On Earth We’re Briefly Gorgeous by Ocean Vuong
Narrated by Ocean Vuong
Penguin/Penguin Audio
7 hours and 19 minutes
If your road trip involves visiting family, Ocean Vuong’s debut novel, On Earth We’re Briefly Gorgeous, will prepare you for how much everyone has changed since you last saw them. An award-winning poet, Vuong has written a wholly original, deeply moving story of Vietnamese immigrants making a life in contemporary America. The novel unfolds as a long letter from the son to his estranged mother, the question of what has come between them hanging over the narrative.
“The chance this letter finds you is slim,” writes the narrator, referred to in the book by his nickname of Little Dog. “The very impossibility of your reading this is all that makes my telling it possible.”
The novel’s plot isn’t beside the point, but Vuong isn’t as interested in what happens as much as how. The narrative builds momentum not through rising action but through anecdotes, described with aching precision and a poet’s ear for language. A number of these recall Little Dog’s first love, a boy named Trevor. The two meet as teenagers working in tobacco fields, and the frank scenes depicting their relationship will linger with many readers.
“In Vietnamese, the word for missing someone and remembering them is the same,” Little Dog tells his mother, and the novel brims with beautiful contradictions like these. The author reads the audiobook, a rarity for fiction, and his narration, like the book and its protagonist, is tender and forceful. Readers picking up Vuong’s debut in hardcover should consider reading it simultaneously in audio. As one might expect from a novel written by an accomplished poet, its sonic pleasures are many.
Light from Other Stars by Erika Swyler
Narrated by Kyla Garcia
Bloomsbury/Audible Studios
12 hours and 17 minutes
Once you’ve arrived at your destination, one must ask: Did we make good time? Erika Swyler’s new novel, Light from Other Stars, takes that question to another level. The story begins in outer space, but this isn’t that kind of science fiction. Soon we flash back to 1986 Florida, where eleven-year-old Nedda, who will become one of the astronauts in the opening chapter, watches the Challenger explode from her school desk.
For Nedda’s father, a scientist recently laid off by NASA, another tragedy motivates his work on a strange invention. Nedda’s brother died years before she was born. Now he hopes to prolong Nedda’s childhood just a bit longer. “Your children,” he thinks, “were all your flaws shown to you in a way that made you love them, your worst made good. Inventions were your best attempt at beautiful thought.”
The audiobook’s credits say “performed by Kyla Garcia,” but the performative elements of her narration are understated.

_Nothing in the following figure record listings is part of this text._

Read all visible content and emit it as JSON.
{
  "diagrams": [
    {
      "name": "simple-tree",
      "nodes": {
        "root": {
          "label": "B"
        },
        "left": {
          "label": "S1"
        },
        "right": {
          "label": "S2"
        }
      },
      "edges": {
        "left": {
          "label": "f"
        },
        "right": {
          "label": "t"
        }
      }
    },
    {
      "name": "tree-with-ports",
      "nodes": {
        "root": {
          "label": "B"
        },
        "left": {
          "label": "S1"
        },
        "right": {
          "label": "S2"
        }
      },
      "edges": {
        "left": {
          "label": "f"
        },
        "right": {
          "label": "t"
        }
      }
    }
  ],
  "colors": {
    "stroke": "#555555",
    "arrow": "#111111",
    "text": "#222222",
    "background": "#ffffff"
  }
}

Her pitch rises for children’s dialogue and deepens for male characters, but Garcia handles these modulations with subtlety. She reads with elegance and empathy, finding the nuance in Swyler’s prose. Whether it’s the production, the narrator, or both, Garcia’s voice is as crisp and clear as I’ve heard in an audiobook. She sounds inside the room with you rather than inside your listening device.
Chapters alternate between 1986 and the time Nedda and her astronaut colleagues are in space, a year and a mission I won’t spoil here. Light from Other Stars literally bends time, but what you’ll remember most are the relationships. Swyler is an impressive storyteller, not only for her pacing and the emotional dimension of her characters, but for her ability to make speculative elements utterly credible. The same is true of her 2015 debut, The Book of Speculation, featuring mermaids, traveling carnivals, and a family curse. Call it speculative fiction or literary, but Swyler mixes depth and entertainment as seamlessly as any novelist.